Texas Midland R. R. v. McKissack Bros.
Texas Midland R. R. v. McKissack Bros.
Opinion of the Court
The appellees, McKissack Bros., a firm composed of Charlie and Bob McKissack, sued the appellant, Texas Midland Railroad, in the county court of Kaufman county, for $355, the value of two horses, hack, and harness. Plaintiff alleged that on or about the 20th day of January, 1912, their horses were killed, harness destroyed, and hack injured by the train of the defendant, Texas Midland Railroad, striking them at the College street crossing, in the city of Terrell. The grounds of negligence relied upon were failure to ring the bell or blow the whistle, and running the train at an excessive and dangerous rate of speed. After a general demurrer and general denial, the defendant answered that the plaintiff’s driver in charge of the team had left them standing on the street without hitching them, and that the team ran away and ran into defendant’s train. The case was tried before a jury on March 29, 1912, and a verdict rendered for plaintiff for the full amount sued for. Defendant’s motion for a new trial having been overruled, it appealed.
There is evidence tending to show that plaintiffs’ nephew was driving their team, and left the team standing unhitched on College street; that the team started to run, one in a trot, and the other in a lope, and they went faster as they approached the crossing; that the fireman first saw the horses, as they approached on his side, about 50 or 60 feet' from the track, and called the engineer’s attention to them, who immediately applied the emergency brakes; that the engineer sitting in the cab on the opposite side from the fireman did not, and could not, see the horses.
The court also probably erred, we think, in permitting the witness Golightly to testify, over the objection of the defendant, that the speed of the train from Greenville, Tex., to Terrell, Tex., was about 22 miles per hour. We do not see the relevancy of this testimony and think it should have been excluded.
The other assignments will be overruled.
Eor the errors indicated, the judgment is reversed, and the cause remanded.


→ What the exercise asks
Print the lines that run from the line with "Give me the" to the line with "Read all visible content and emit it as JSON.", keeping both end lines, exactly as they appear in the entries below, and nothing else.

→ Data for the task
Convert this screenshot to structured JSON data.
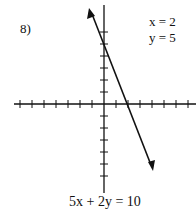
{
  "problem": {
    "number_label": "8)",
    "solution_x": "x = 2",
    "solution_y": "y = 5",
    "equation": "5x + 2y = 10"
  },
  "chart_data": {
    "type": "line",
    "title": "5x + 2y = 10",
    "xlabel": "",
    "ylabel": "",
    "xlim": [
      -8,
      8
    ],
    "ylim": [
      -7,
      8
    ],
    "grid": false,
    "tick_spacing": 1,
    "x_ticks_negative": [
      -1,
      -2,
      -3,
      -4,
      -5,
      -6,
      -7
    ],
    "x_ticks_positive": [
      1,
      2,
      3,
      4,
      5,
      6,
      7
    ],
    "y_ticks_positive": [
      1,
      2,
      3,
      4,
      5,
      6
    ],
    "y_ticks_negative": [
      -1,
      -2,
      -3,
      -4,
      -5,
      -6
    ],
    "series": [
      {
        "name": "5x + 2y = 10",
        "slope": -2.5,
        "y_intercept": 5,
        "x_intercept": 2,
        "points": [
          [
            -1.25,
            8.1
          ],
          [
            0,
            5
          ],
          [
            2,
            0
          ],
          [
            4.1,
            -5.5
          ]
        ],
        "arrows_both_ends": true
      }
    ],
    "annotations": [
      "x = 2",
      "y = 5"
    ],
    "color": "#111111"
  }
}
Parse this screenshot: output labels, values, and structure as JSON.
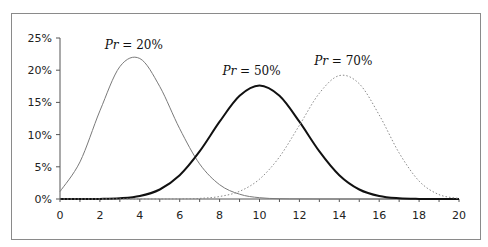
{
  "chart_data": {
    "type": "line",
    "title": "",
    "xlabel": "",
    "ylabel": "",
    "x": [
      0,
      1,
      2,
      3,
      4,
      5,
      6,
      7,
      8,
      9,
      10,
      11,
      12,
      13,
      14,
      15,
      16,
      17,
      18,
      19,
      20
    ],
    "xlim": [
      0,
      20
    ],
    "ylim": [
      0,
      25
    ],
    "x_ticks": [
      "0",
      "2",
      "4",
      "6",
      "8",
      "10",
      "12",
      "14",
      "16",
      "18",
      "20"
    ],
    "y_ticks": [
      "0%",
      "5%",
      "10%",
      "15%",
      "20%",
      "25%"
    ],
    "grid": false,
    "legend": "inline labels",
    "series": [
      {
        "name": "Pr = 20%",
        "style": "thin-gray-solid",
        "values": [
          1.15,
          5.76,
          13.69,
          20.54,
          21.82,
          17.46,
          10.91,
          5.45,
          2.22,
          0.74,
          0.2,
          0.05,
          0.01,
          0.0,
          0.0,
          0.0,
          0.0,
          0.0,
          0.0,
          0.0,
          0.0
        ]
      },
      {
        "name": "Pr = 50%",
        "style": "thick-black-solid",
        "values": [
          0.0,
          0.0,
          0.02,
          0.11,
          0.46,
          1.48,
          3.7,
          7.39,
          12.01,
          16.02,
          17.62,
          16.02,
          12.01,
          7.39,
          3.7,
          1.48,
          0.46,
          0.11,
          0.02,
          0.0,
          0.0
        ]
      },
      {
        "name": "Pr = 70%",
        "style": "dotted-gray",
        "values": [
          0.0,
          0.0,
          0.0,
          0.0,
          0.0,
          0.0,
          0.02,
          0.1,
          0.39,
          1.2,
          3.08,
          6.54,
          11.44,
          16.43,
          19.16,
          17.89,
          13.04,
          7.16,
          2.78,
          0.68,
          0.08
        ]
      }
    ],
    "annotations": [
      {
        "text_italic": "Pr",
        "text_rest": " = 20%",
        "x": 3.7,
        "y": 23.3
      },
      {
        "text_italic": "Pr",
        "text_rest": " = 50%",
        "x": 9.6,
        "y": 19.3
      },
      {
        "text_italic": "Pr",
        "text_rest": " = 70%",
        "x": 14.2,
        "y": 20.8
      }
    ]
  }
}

==

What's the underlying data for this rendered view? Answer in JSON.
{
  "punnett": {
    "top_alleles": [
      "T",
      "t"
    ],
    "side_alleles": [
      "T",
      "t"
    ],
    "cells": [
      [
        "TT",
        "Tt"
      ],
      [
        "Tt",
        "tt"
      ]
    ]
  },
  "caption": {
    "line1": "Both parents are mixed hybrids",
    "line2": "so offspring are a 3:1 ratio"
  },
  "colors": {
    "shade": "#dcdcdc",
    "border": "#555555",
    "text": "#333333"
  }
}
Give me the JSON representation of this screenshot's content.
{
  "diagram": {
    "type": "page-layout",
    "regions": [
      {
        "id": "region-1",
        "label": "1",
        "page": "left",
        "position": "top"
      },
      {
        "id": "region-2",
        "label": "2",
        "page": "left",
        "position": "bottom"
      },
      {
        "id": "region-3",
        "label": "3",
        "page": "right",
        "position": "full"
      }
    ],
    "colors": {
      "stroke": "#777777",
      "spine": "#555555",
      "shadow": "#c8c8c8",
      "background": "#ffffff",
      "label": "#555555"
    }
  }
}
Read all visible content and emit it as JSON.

→ Expected output
Give me the JSON representation of this screenshot's content.
{
  "diagram": {
    "type": "page-layout",
    "regions": [
      {
        "id": "region-1",
        "label": "1",
        "page": "left",
        "position": "top"
      },
      {
        "id": "region-2",
        "label": "2",
        "page": "left",
        "position": "bottom"
      },
      {
        "id": "region-3",
        "label": "3",
        "page": "right",
        "position": "full"
      }
    ],
    "colors": {
      "stroke": "#777777",
      "spine": "#555555",
      "shadow": "#c8c8c8",
      "background": "#ffffff",
      "label": "#555555"
    }
  }
}
Read all visible content and emit it as JSON.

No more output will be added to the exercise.